Tuesday, January 13, 2009

Three (or Four) Distinctions in Goodness

Korsgaard famously distinguished two senses of 'intrinsic value': (1) final (non-instrumental) value, and (2) value held in virtue of intrinsic properties. Mementos or other objects with symbolic significance, for example, may be valued non-instrumentally precisely for their relational properties: they connect us to someone or something we care about, and we value this connection in its own right, not as a means to any other end. So far so good. But I also want to distinguish the question of an object's final value from a further question:

(3) Whether the object is of ultimate concern (a source of reasons, on whose behalf the reason exerts its normative force), or whether it instead contributes value to some 'larger' entity that is our real concern (that for the sake of which we seek value).

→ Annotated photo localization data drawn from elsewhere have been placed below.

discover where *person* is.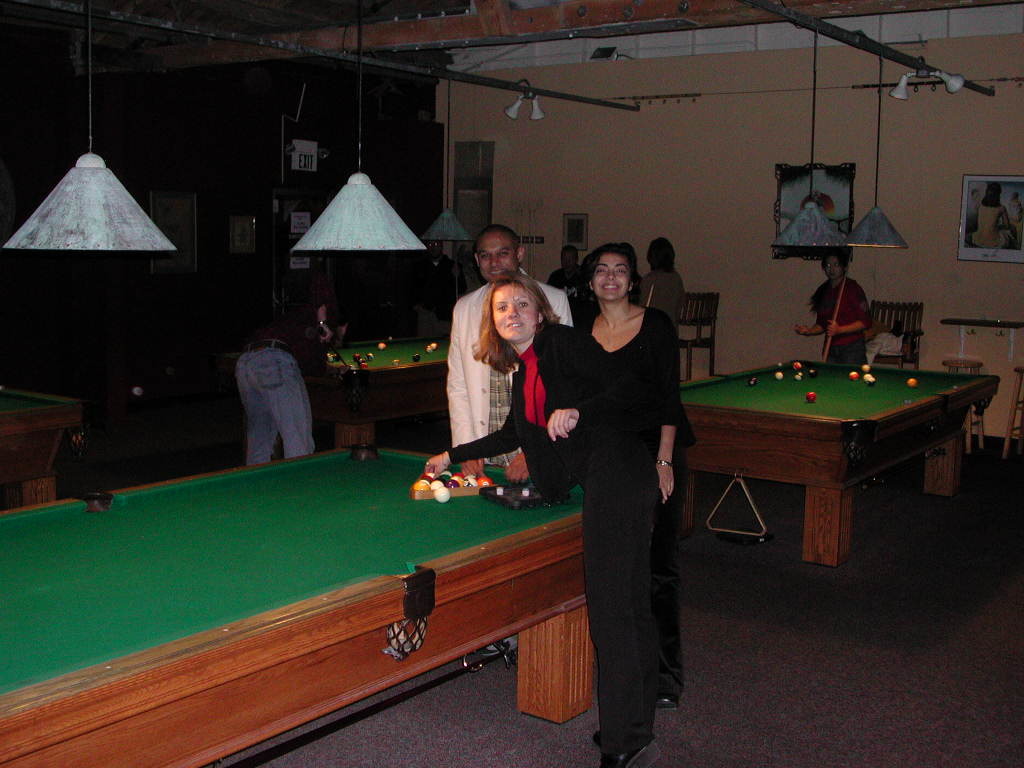
Discovered at 794:238:875:369.
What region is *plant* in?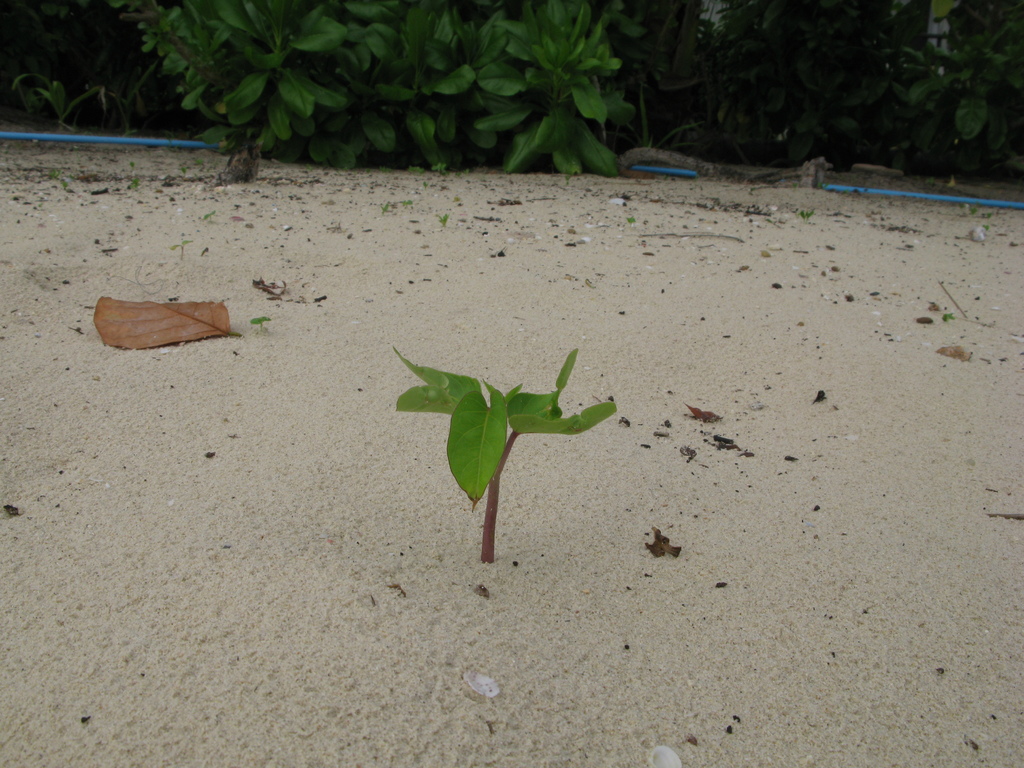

Even if a memento has final value, it surely isn't of ultimate concern -- it is not an entity whose interests we serve. So mementos might be said to lack the 'intrinsic value' of persons in the sense that they are valuable for our sakes, not their own. (World-consequentialists would go even further and say that the reason to make persons better off is for the sake of making the world better. It's the world as a whole, not its particular constituents, that is of ultimate concern or 'intrinsic value' in this third sense.)

P.S. It's an interesting question whether final value is the same thing as contributory value. Perhaps we need to add a further question yet:

#(4) Whether, holding all else strictly equal, the addition of the object makes the world a better place.

Suppose average utilitarianism is true. Then a life might have positive welfare value but negative contributory value (because below average). Since the life has positive welfare value, we can say that it is non-instrumentally good in respect of its intrinsic features. Does that mean the life has final value but not contributory value? Well, not necessarily. After all, the life also has extrinsic features in virtue of which it is (ex hypothesi) non-instrumentally bad. So it looks like this fourth question is redundant in light of the first, i.e. whether the object is non-instrumentally desirable. We simply need to take care to distinguish what's desirable all things considered from more abstracted questions, e.g. what's desirable in some respect, or for Bob's sake, etc.

Update: further discussion of this 4th possibility here.